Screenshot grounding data
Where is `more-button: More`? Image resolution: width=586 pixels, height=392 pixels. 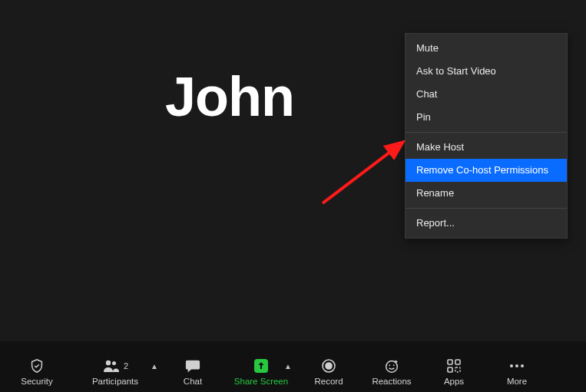
more-button: More is located at coordinates (517, 371).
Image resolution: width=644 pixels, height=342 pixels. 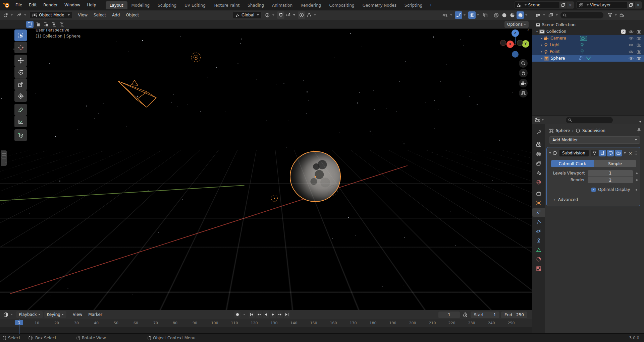 What do you see at coordinates (445, 15) in the screenshot?
I see `object-visibility-icon` at bounding box center [445, 15].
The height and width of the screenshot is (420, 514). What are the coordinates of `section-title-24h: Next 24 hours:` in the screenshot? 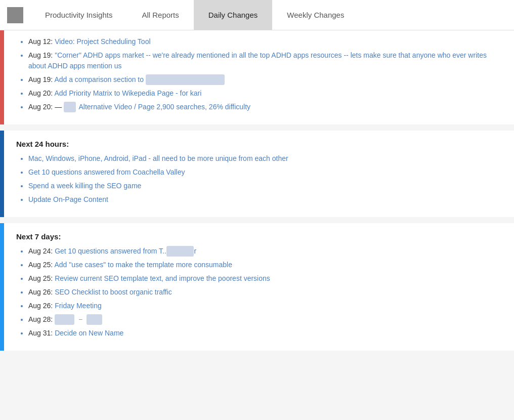 It's located at (259, 144).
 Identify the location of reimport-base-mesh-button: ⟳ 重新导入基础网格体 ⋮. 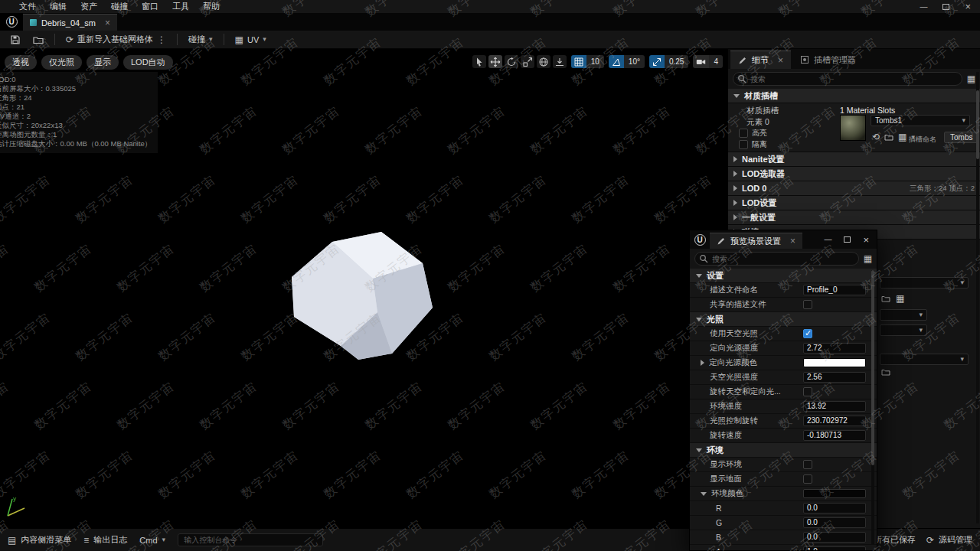
(116, 40).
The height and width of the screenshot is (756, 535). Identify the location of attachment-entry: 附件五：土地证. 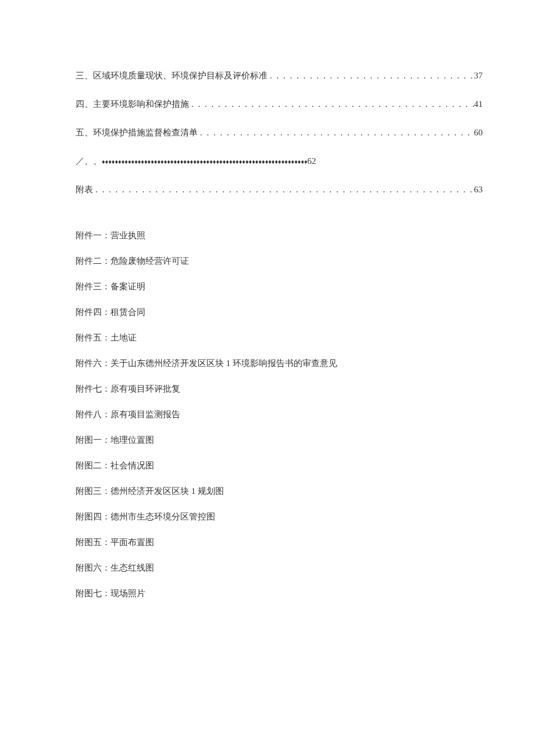
(279, 338).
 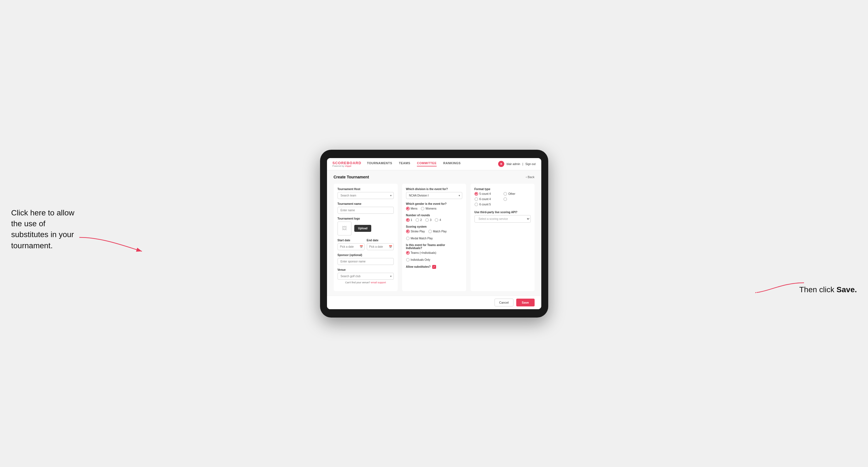 What do you see at coordinates (408, 239) in the screenshot?
I see `scoring-medal-radio` at bounding box center [408, 239].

■ What to do ■
Only the lines from the line containing "The height and width of the screenshot is (756, 535)." through the last line of the entries above should be reproduced, word for word and without pictures.

■ Answer section ■
The height and width of the screenshot is (756, 535). Identify the location of attachment-entry: 附件五：土地证. 
(279, 338).
  What do you see at coordinates (408, 239) in the screenshot?
I see `scoring-medal-radio` at bounding box center [408, 239].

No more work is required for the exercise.